Fighter pilot, Royal Navy 1945, Hydrographer Iraq 1947-52 India 1952-53, Canadian Hydrographic Arctic explorer 1953-1960, Writer-producer Canadian National Film Board 1961-72, Freelance journalist, audio-visual producer 1972-2009, National Press Club of Canada 1961 - 2006

Thursday, August 13, 2009

President Truman and the big decision



Let’s hear it for Harry S (for nothing) Truman

and the Atom Bombs on Hiroshima and Nagasaki


Many of Mr Truman’s outspoken critics should carefully examine their own, and their spouse’s, family histories to make sure they are not guilty of verbally committing a sort of backdated suicide. Dreaming up their own baffled existence. Wishing for their own premature euthanasia, in fact.

Because the expected massive Allied casualties that Mr Truman averted by using the A-Bomb would have meant very many fewer weddings a year or two later. This would have resulted in hundreds of thousands fewer offspring in the years that followed — children, grandchildren and now great-grandchildren — to ever come into existence at all, let alone grow up to righteously debate the non-existent ethics of the issue.

Do you understand? It’s your very existence that was at stake.

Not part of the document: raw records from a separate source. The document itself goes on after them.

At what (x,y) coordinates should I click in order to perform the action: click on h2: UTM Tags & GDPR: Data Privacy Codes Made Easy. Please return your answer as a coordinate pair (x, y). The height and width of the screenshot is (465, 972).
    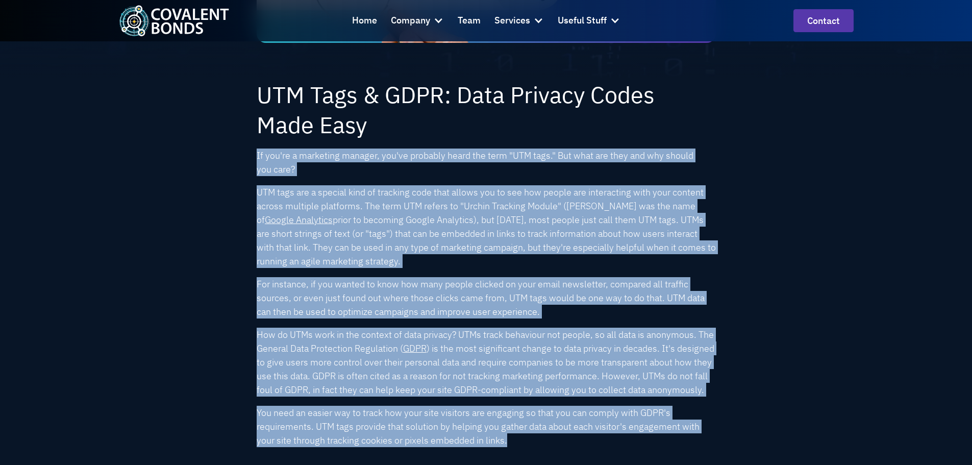
    Looking at the image, I should click on (486, 109).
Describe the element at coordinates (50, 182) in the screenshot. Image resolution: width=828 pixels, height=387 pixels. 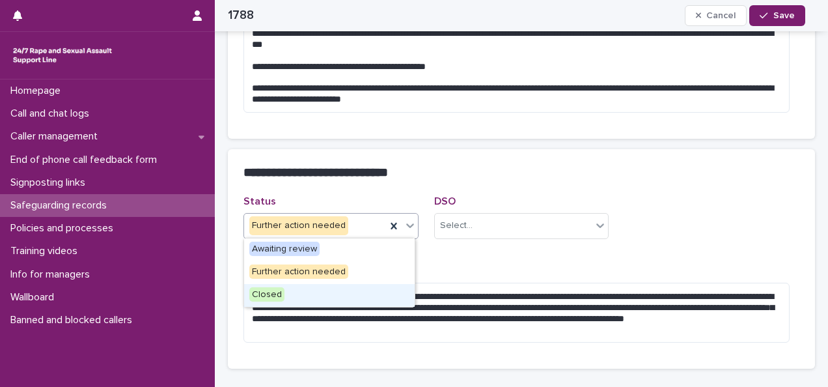
I see `p: Signposting links` at that location.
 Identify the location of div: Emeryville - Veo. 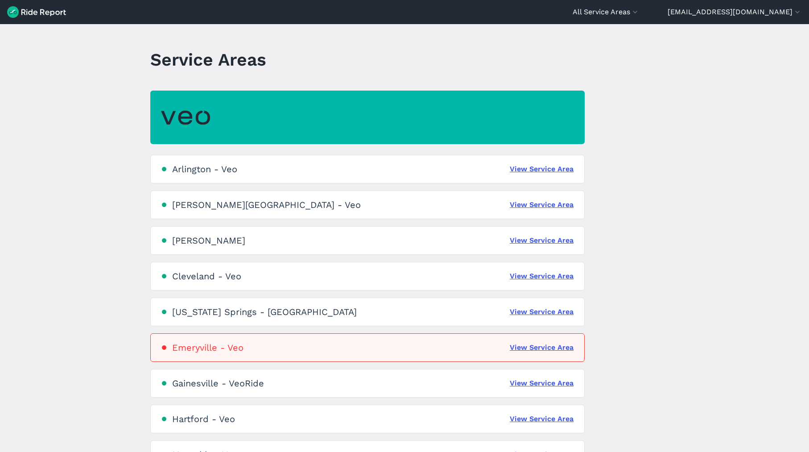
(208, 347).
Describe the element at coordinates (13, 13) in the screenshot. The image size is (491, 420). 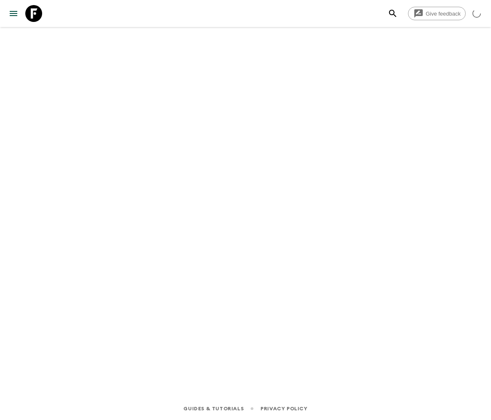
I see `button: menu` at that location.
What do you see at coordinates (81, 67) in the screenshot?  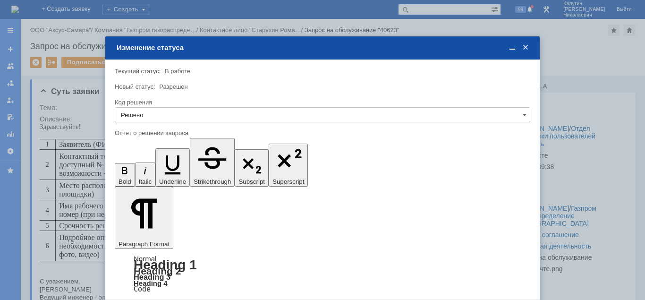 I see `span: Место расположения заявителя (адрес площадки)` at bounding box center [81, 67].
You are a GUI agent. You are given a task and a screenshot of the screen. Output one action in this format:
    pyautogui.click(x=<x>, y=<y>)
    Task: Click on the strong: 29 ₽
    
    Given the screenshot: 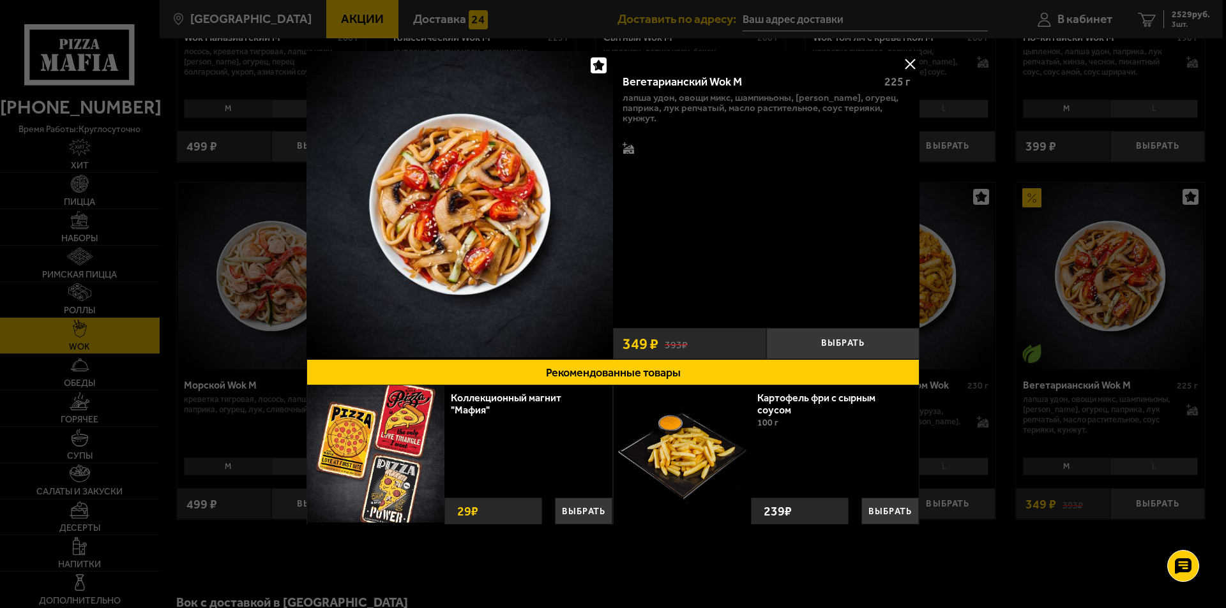 What is the action you would take?
    pyautogui.click(x=467, y=511)
    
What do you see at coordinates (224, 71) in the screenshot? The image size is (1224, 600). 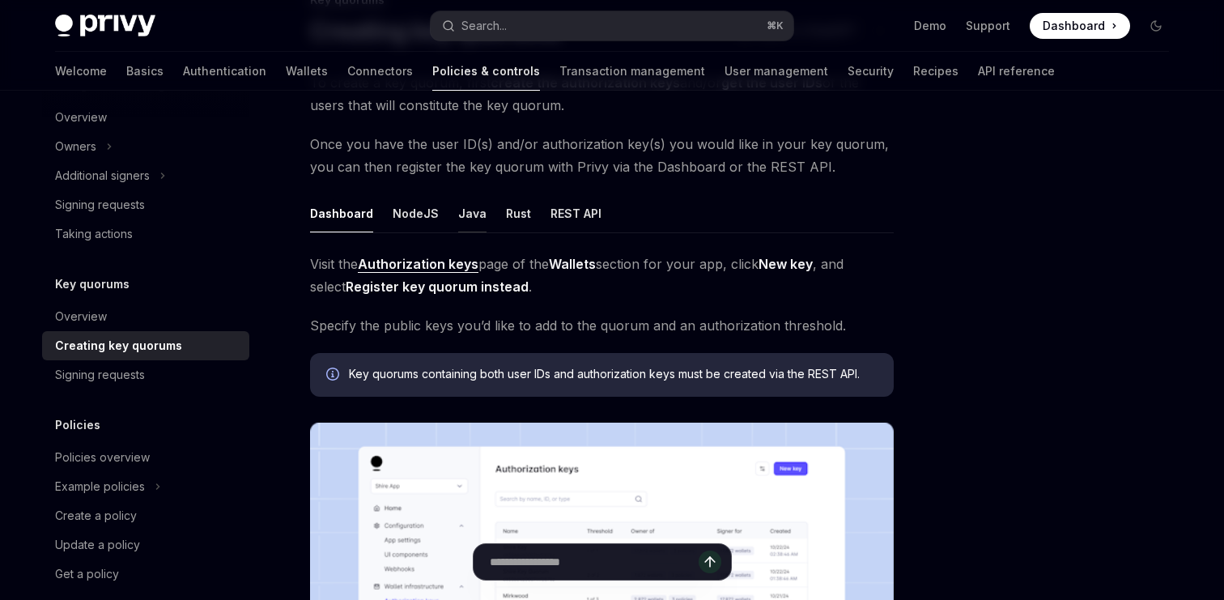 I see `a: Authentication` at bounding box center [224, 71].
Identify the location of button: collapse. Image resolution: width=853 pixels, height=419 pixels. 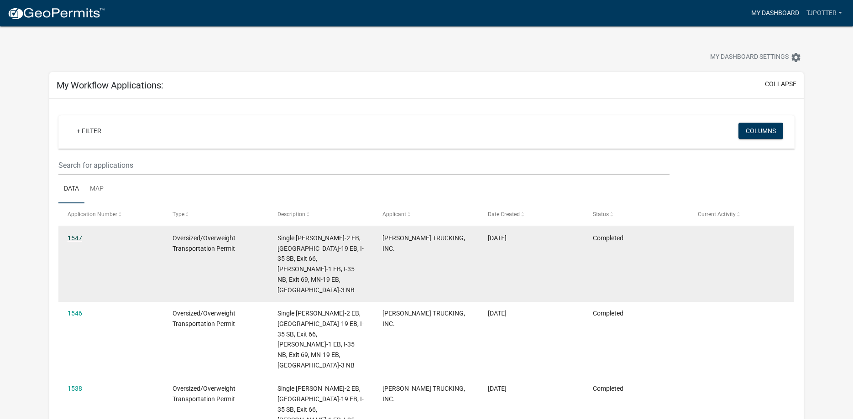
(781, 84).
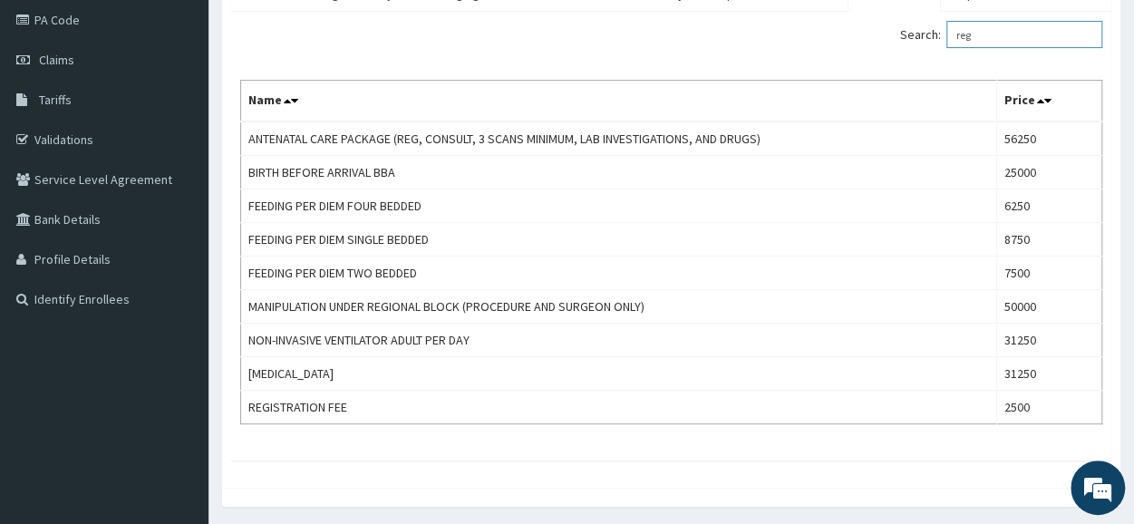 The image size is (1134, 524). What do you see at coordinates (619, 172) in the screenshot?
I see `td: BIRTH BEFORE ARRIVAL BBA` at bounding box center [619, 172].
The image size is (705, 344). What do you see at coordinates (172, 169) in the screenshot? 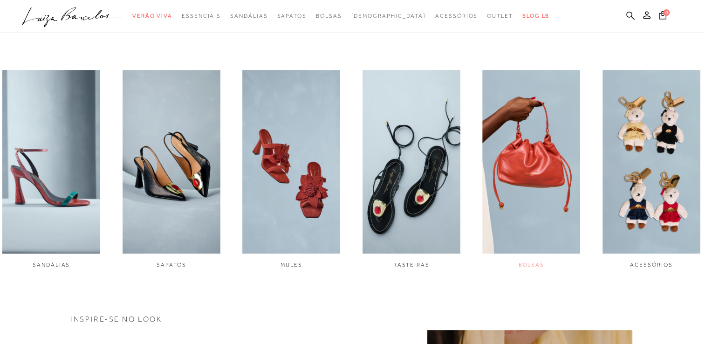
I see `a: imagem do link SAPATOS` at bounding box center [172, 169].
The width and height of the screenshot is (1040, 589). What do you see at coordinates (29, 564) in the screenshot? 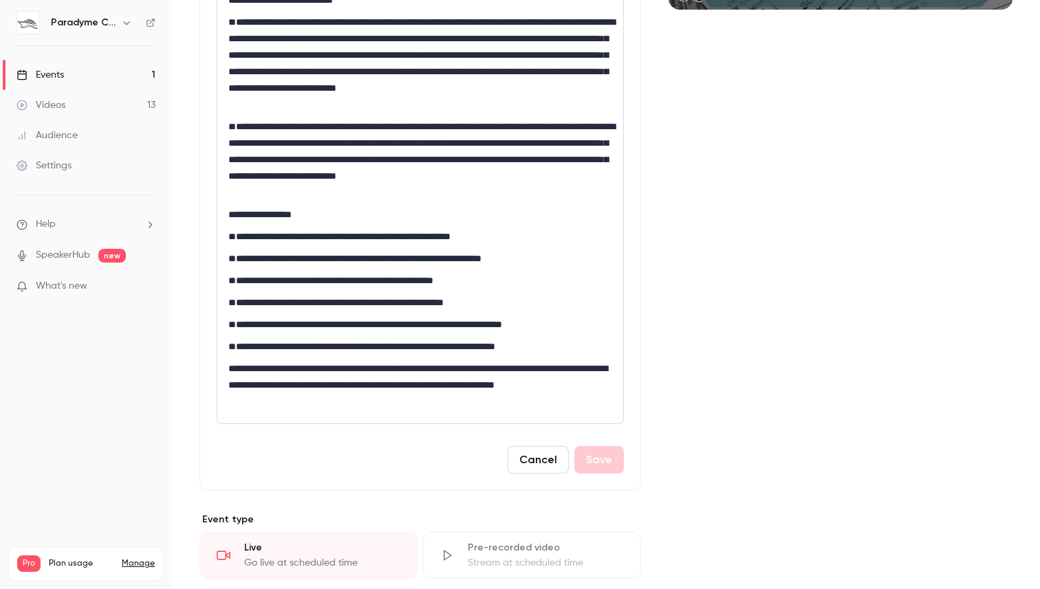
I see `span: Pro` at bounding box center [29, 564].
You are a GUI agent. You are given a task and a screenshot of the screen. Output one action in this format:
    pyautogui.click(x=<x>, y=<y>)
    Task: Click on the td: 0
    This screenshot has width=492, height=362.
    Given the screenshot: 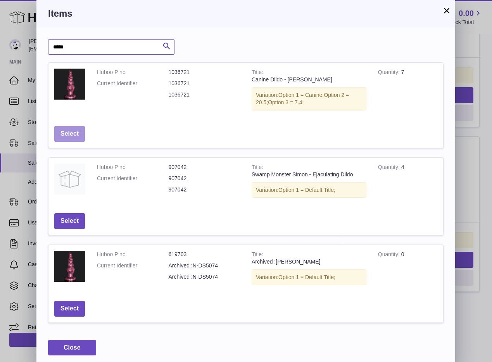 What is the action you would take?
    pyautogui.click(x=408, y=270)
    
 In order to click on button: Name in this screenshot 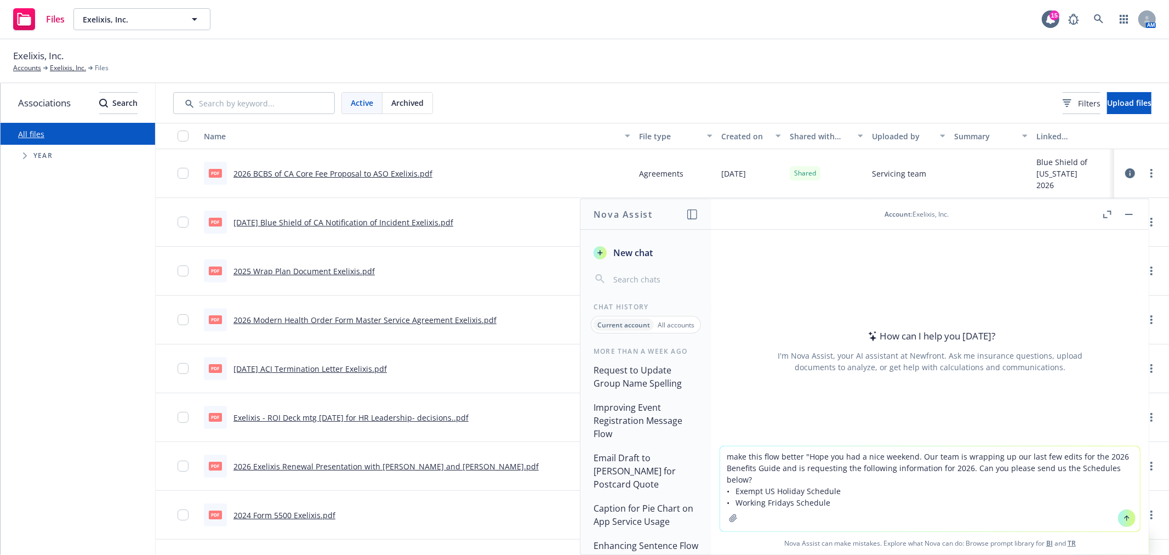, I will do `click(417, 136)`.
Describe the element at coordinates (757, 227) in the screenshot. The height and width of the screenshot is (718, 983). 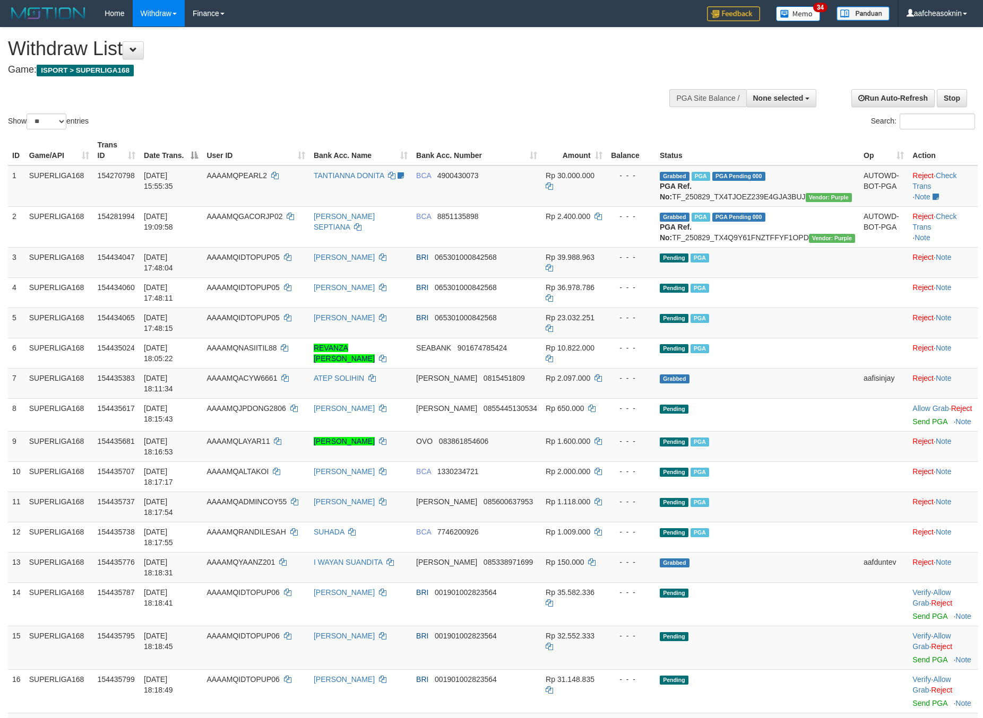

Look, if your grandfather had been one of the thousands and thousands of Americans and Allied soldiers, sailors and airmen who would have been killed by a fanatic and frantic Japanese military (that actually believed their Emperor was a God) if President Harry S Truman had not ordered the atom bombs dropped on Hiroshima and Nagasaki to end the Pacific war, then you yourself would not have been born. And thus you would be unable today to prate stupid intonations of how wicked your forbears were.

And, of course, there would have been many more Japanese killed. Also there would be a lot fewer consumers around to spend millions of dollars and pounds on buying post-war Japanese cameras, televisions, videotape-recorders and automobiles.